Arizona State University Professor Daniel Bodansky isn’t a betting man, especially when it comes to global climate change. He likens the issue to a cancer diagnosis: “If ninety-seven doctors told me I had cancer and three said that I didn’t, I’d hope that the three were right. But I wouldn’t want to bet my life on it.”
Bodansky, a Foundation Professor in the Sandra Day O’Connor College of Law, thinks the same is true of climate change.
“I’m not a scientist so I have to rely on what the vast majority of climate scientists say,” Bodansky said. “I hope the skeptics are right and that predictions of catastrophic warming are unfounded. If climate change isn’t a problem, that would be fantastic.”
However, Bodansky believes we should put our money on the consensus view. That’s why he’s spent much of his professional career working to help solve the climate change problem.
Recently the university recognized Bodansky by naming him as one of four ASU Regents’ Professors for the 2017–18 academic year.
Regents’ Professor is the highest faculty honor and is conferred on full professors who have made remarkable achievements that have brought them national attention and international distinction.
“Dan’s work is — literally — Earth changing. There are few things more important than climate change and Dan is at the forefront of the issue. As one of the leading voices and thinkers on this topic, Dan is sought after for his expertise on the legal and governance aspects,” said Douglas Sylvester, dean of the Sandra Day O’Connor College of LawBodansky is also the faculty co-director for the Center for Law and Global Affairs. In addition, he is an affiliate faculty member with the Center for Law, Science and Innovation, and the Julie Ann Wrigley Global Institute of Sustainability's School of Sustainability at ASU..

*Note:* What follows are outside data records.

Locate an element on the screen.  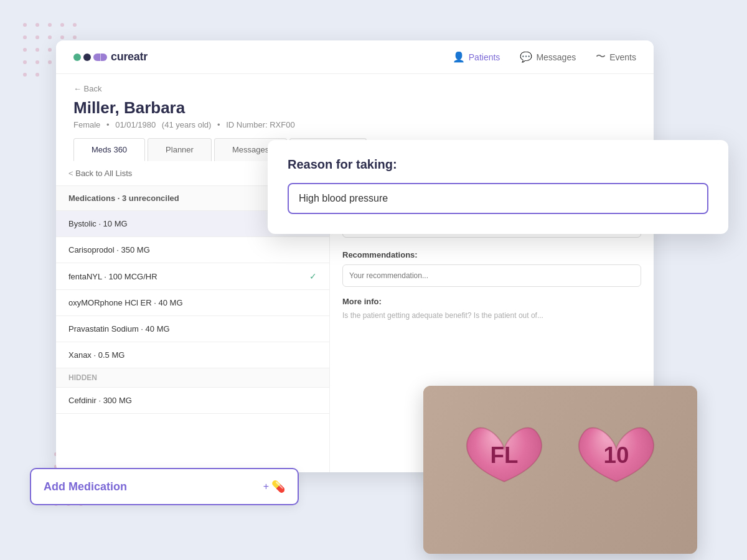
hidden-section-label: HIDDEN is located at coordinates (193, 378).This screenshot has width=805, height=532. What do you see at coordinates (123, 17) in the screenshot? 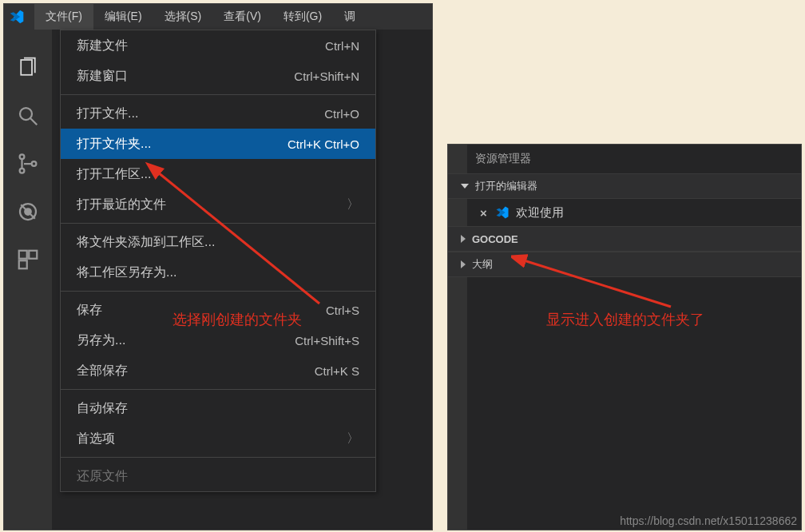
I see `menu-label: 编辑(E)` at bounding box center [123, 17].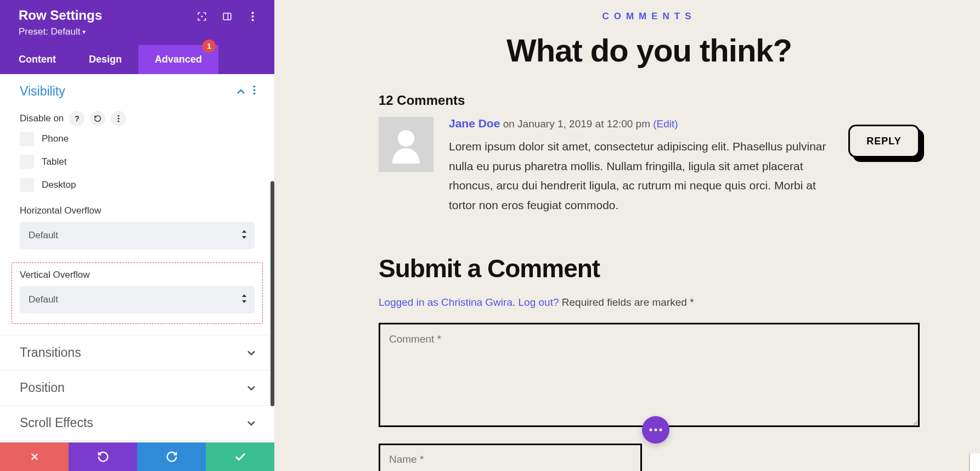 The image size is (980, 471). What do you see at coordinates (103, 457) in the screenshot?
I see `undo-button` at bounding box center [103, 457].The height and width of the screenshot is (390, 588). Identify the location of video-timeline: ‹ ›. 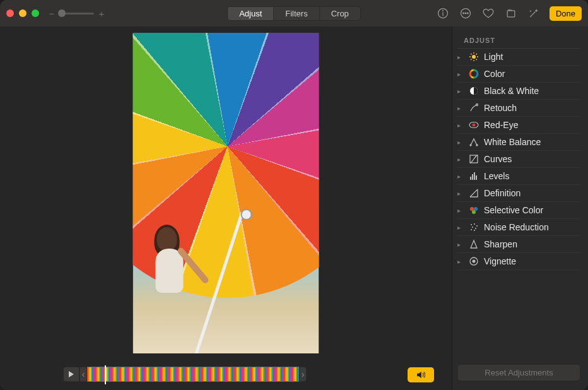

Over the course of his three-decade career, Bodansky has authored or edited five books, more than forty articles and book chapters, and numerous policy pieces for non-governmental organizations and think tanks, including several touchstone pieces on the design of international climate agreements.
The Harvard-Cambridge-Yale law school graduate said his interest in climate change started in 1991 when he studied the negotiation of the United Nations Framework on Climate Change on a fellowship from the Council on Foreign Relations. A year later he attended the Earth Summit in Rio de Janeiro, which provided a framework for governments to rethink economic development and find ways to stop the depletion of irreplaceable natural resources and pollution of the planet and replace the use of fossil fuels with alternative sources of energy.
“I saw the climate change movement from the ground floor and I’ve been following it closely ever since,” Bodansky said.
Over the year, he went from follower to leader. In August 1999 he was appointed Climate Change Coordinator for the U.S. Department of State. It was there, he said, where he experienced firsthand how difficult it is to get agreement internationally.
“International law doesn’t have a lot of sticks to force countries to change their behaviors because there aren’t a lot of sanctions or enforcement mechanisms,” Bodansky said. “A lot of international law is finding ways to coax countries into changing. Look at our Congress. It’s hard for them to decide anything. Think how much harder it is to get 195 countries to reach consensus.”
That’s why the 2015 Paris Agreement was such an achievement. It established for the first time a truly global process to put the world on track to avoid dangerous climate change by limiting global warming to well below 2 degrees Celsius.
He hopes his counsel will spur the next generation of international environmental lawyers.
“International law requires getting into the details to understand the complexities of an issue, and sometimes that can be frustrating,” Bodansky said. “This is a long slog and there are no easy shortcuts or solutions.
“Big ideas are great but there’s also a role for more nuanced detail.”